Mashaal: I accept a Palestinian state on '67 borders

Hamas leader says he'll move to a peaceful path contingent on the "end of the occupation" and Palestinian statehood.

Hamas leader Khaled Mashaal 370 (photo credit: Screenshot CNN)
Hamas leader Khaled Mashaal 370
(photo credit: Screenshot CNN)
Hamas leader Khaled Mashaal declared a position on Palestinian statehood that is nearly identical to that of his Fatah rival, Palestinian Authority President Mahmoud Abbas, in an interview with CNN aired Wednesday.
"I accept a Palestinian state according [to] the 1967 borders, with Jerusalem as the capital, with the right to return," the Hamas leader told Christine Amanpour in Cairo.

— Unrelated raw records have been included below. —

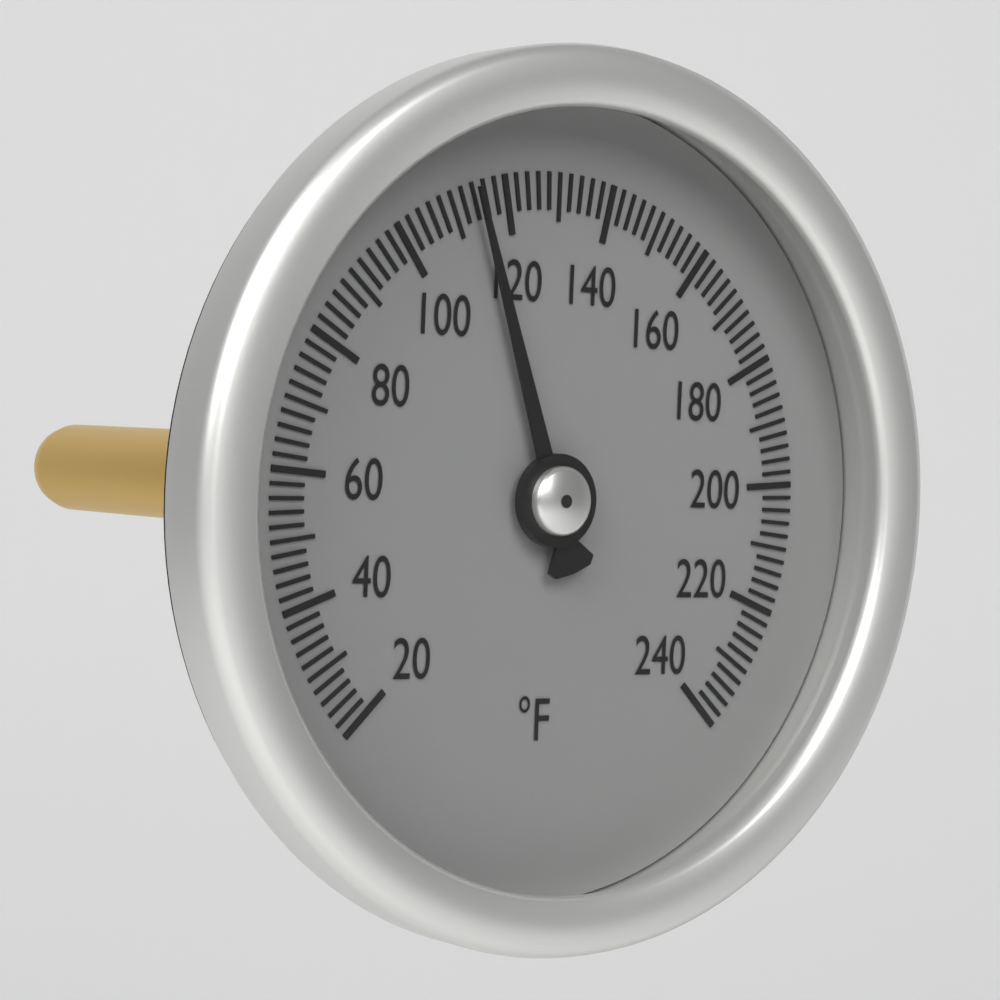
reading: 114 °F
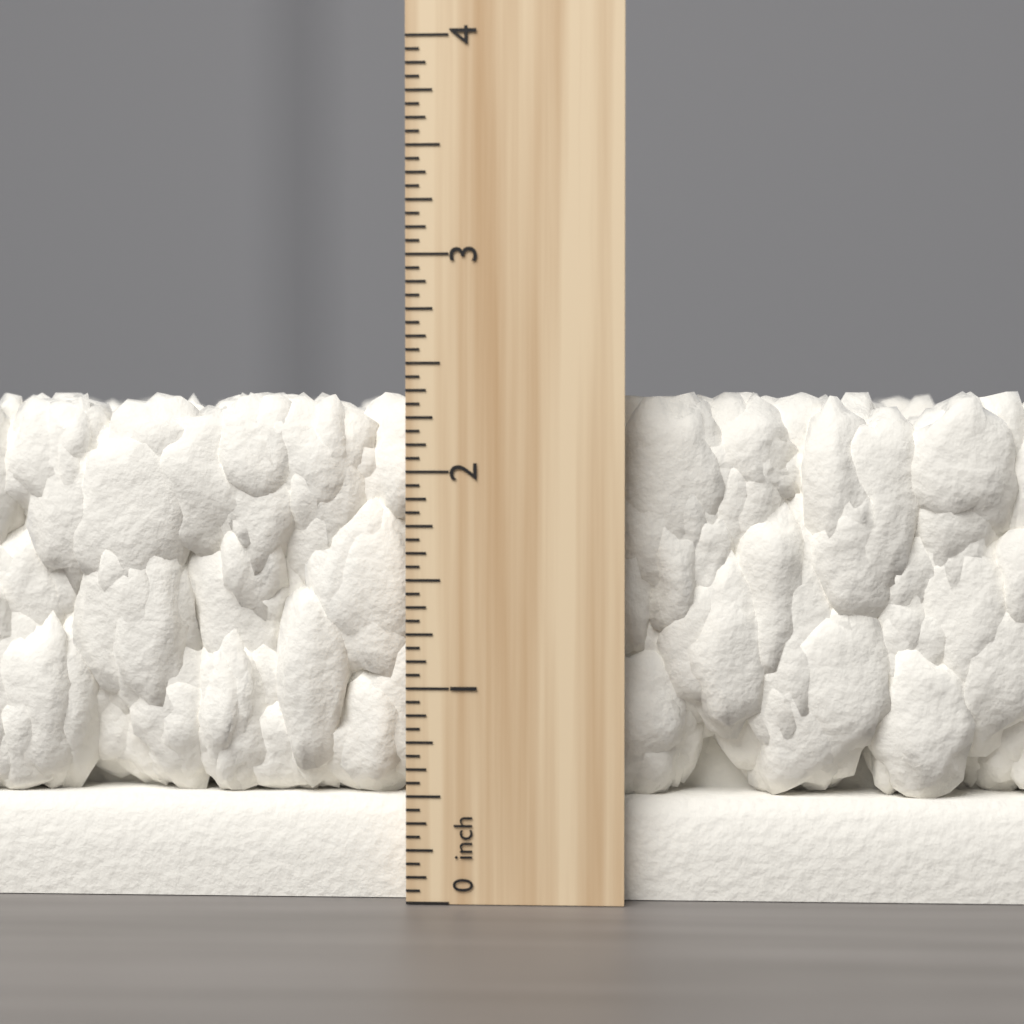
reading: 2.3750 inch
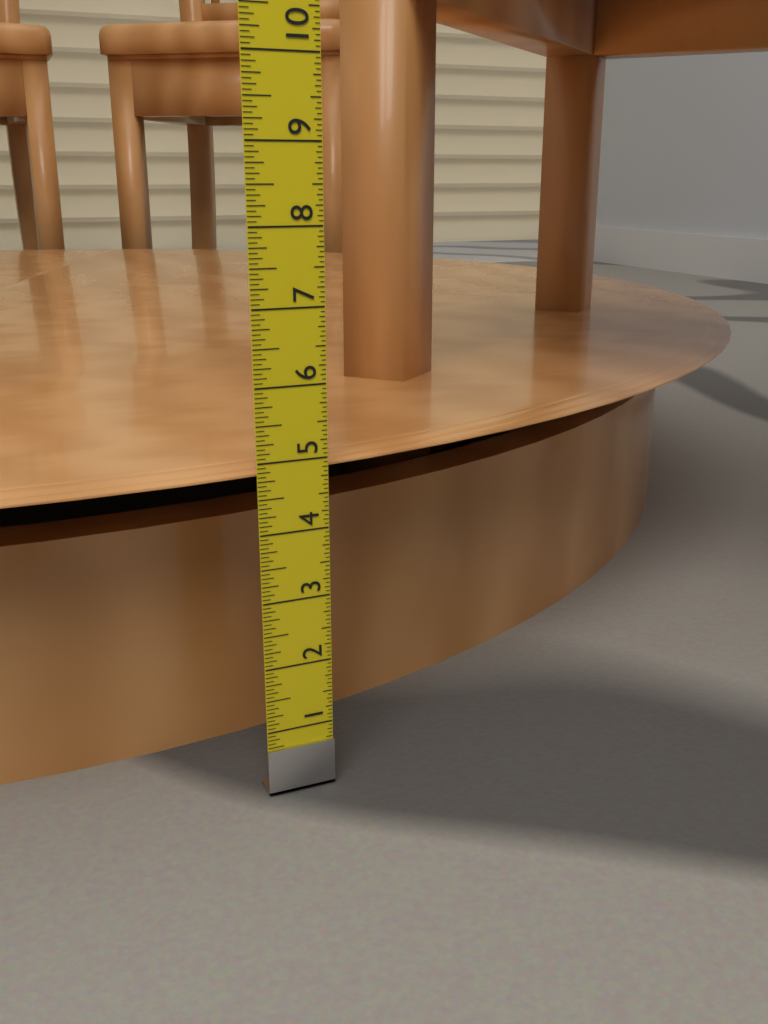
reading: 4.8750 in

Pushed about his party's refusal to recognize Israel, Mashaal said such a declaration could only be made once a Palestinian state has been created.
"After this state is established, it decides its standing toward Israel," the Hamas leader said.

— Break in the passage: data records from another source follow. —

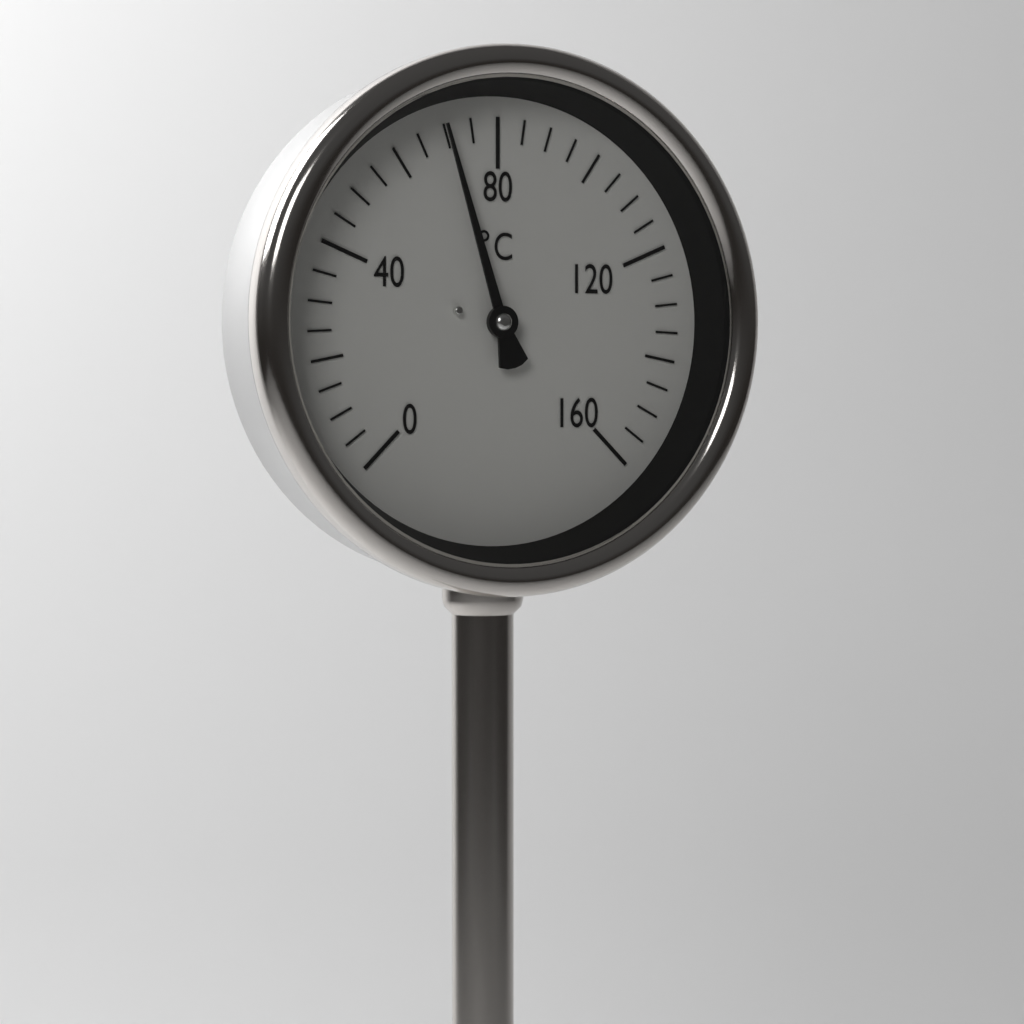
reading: 70 °C
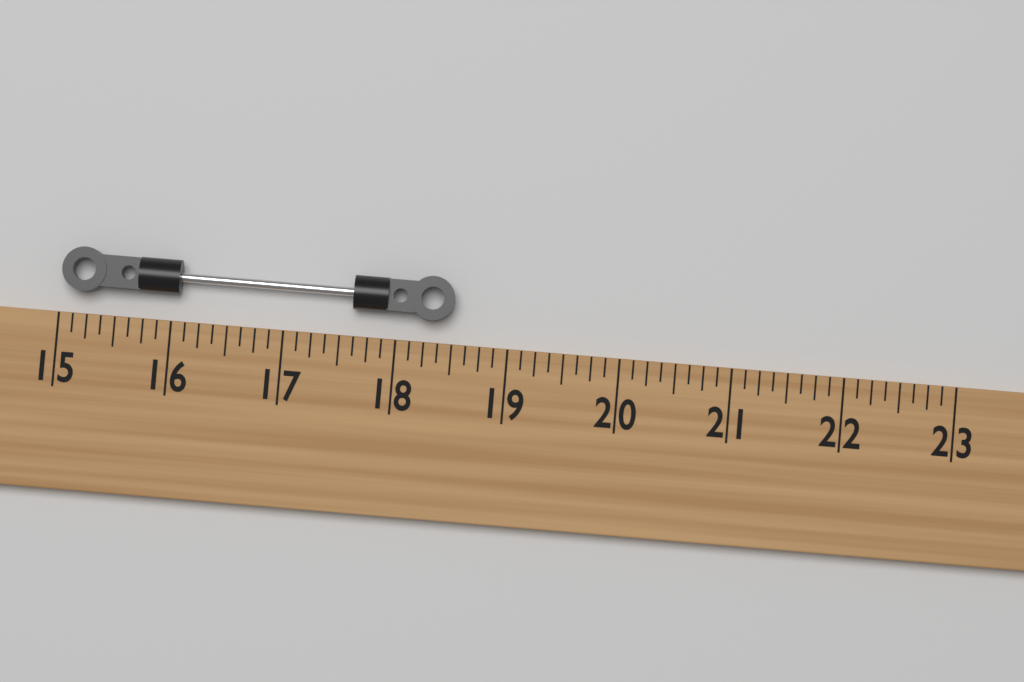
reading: 18.500 (no unit)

Mashaal, whose interview appeared to move his positions closer and closer toward the positions of the Fatah-dominated Palestinian Authority with whom Israel has conducted numerous round of negotiations, also spoke about Hamas's use of violence and terrorism.
Asked if Hamas is willing to renounce violence, he said, "We are ready to resort to a peaceful way, purely peaceful way without blood or weapons."

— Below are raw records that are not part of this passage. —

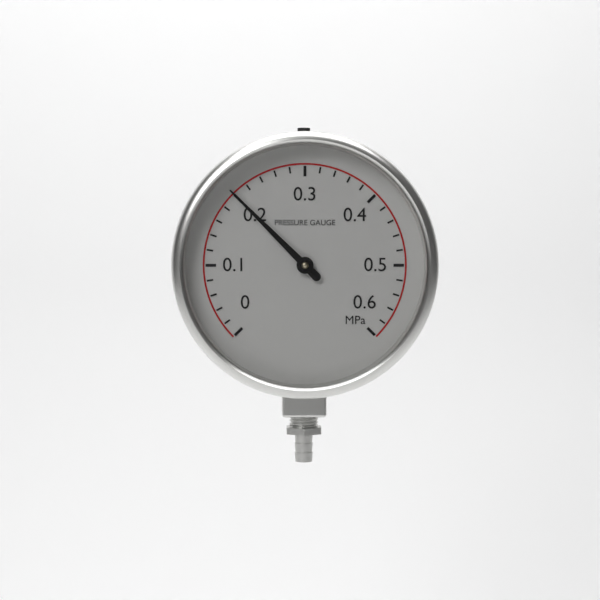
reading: 0.20 MPa
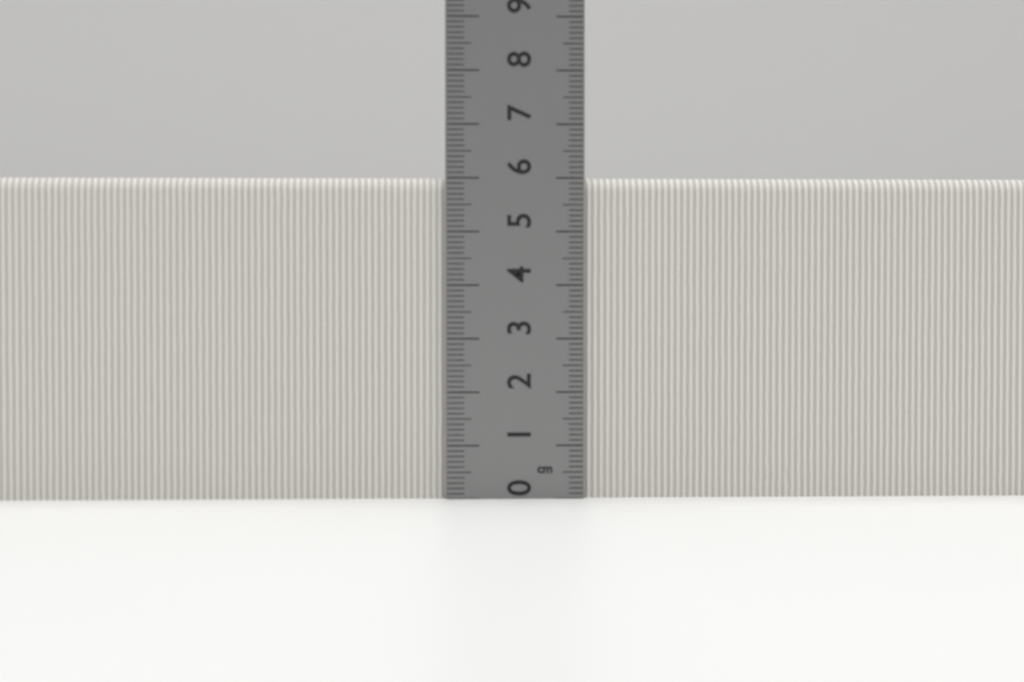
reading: 6.0 cm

Such a move, however, would be conditional on the attainment of Palestinian national demands, namely, "the elimination of occupation and the (creation of a) Palestinian state and ending the occupation and the wall."
As such, Mashaal also denied Hamas took part in the terrorist bombing of a public bus in Tel Aviv on Wednesday.
He added, however, that he believed the attack was a response to IAF strikes in Gaza during Operation Pillar of Defense.
The bomb on a central Tel Aviv bus resulted in 28 people being hospitalized on Wednesday morning in the first such attack in the city since 2006.
"Not Hamas, not others, not other people from, not Hamas. No one can announce except those who committed, not me," Mashaal told CNN when asked if the group claimed responsibility for the attack.
He blamed Prime Minister Binyamin Netanyahu for bringing about the attack, "with his crimes, in killing the kids of Gaza, and the continuity of aggression."